Keral

Mumbai lessons may help State

Doctor who was part of medical team from State submits report

As the proportion of serious COVID-19 patients goes up in the State, Kerala should do meticulous planning and develop indices for understanding how and when the State’s intensive care facilities could reach the saturation point.

This will help to rationalise investment in infrastructure and human resource, according to Santhosh Kumar S.S., Deputy Superintendent of Thiruvananthapuram Government Medical College Hospital, who had been in Mumbai where he had been part of a medical team running a 120-bed ICU facility.

In Mumbai hospitals, non-availability of critical care beds and ICU facilities has significantly contributed to COVID-19 mortality. With over 200 cases a day now, the current situation in Kerala is quite manageable, with only about 30 patients in ICUs and about five in ventilators. But this is the crucial time for the State to make a realistic estimation of its functional ICU facilities because the current level of facilities in Kerala hardly fulfils the requirements of serious COVID-19 patients, says Dr. Santhosh Kumar.

Liquid oxygen plants

He has now submitted a report of his team’s Mumbai stint and the lessons that Kerala can learn from Mumbai to the B. Ekbal committee.

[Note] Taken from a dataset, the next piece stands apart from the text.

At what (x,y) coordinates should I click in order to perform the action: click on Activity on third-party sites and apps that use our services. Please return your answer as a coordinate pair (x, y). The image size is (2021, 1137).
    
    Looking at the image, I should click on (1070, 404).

“A COVID ICU would require more oxygen supply than is normally required. Oxygen intensive therapies which are critical for serious COVID patients need 10-15 litres of oxygen per minute. This cannot be fulfilled with oxygen cylinders and instead we will need liquid oxygen plants to cater to ICU requirements,” Dr. Santhosh Kumar says.

COVID-specific beds

“Just looking at ICU bed numbers alone will not give an assessment of our capacity because we need functional beds, specific to the requirements of a critical COVID-19 patient. Standardisation of our ICU facilities is needed in the light of high oxygen requirement and other human resources demands,” he adds.

While Kerala is focussing on prevention and containment strategies to hold down a possible surge in patients, it also needs to keep a sharp eye on the increase in proportion of its critically ill patients region/district wise so that one can estimate the doubling time, the time when the ICUs could be overwhelmed and devise suitable mitigation plans.

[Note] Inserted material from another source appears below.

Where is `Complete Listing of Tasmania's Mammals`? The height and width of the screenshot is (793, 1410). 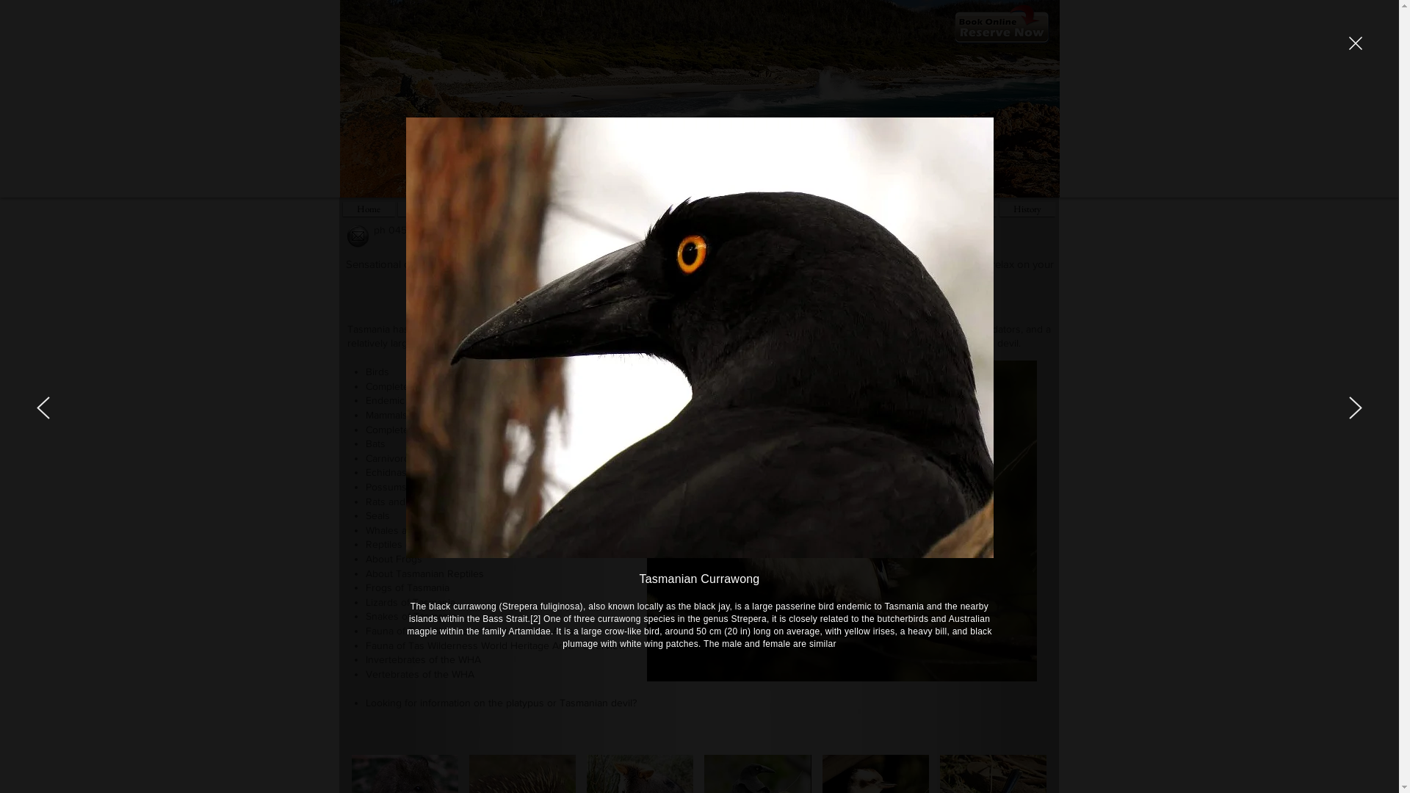 Complete Listing of Tasmania's Mammals is located at coordinates (458, 430).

The report also details the need for creating negative pressure systems in ICUs to protect health workers in a highly contaminated environment, the need to plan for additional human resource to run a four-shift system (health workers cannot work in a PPE kit for more than six hours) and the additional investment in facilities for accommodation, food and laundry services for health-care workers as they cannot return home.

“Mumbai was a great learning experience. Kerala is managing very well now but once community transmission happens, the spike in in caseload and the demand for ICU care can surge in a matter of days. Planning ahead alone will help us keep the mortality down,” Dr. Santhosh says.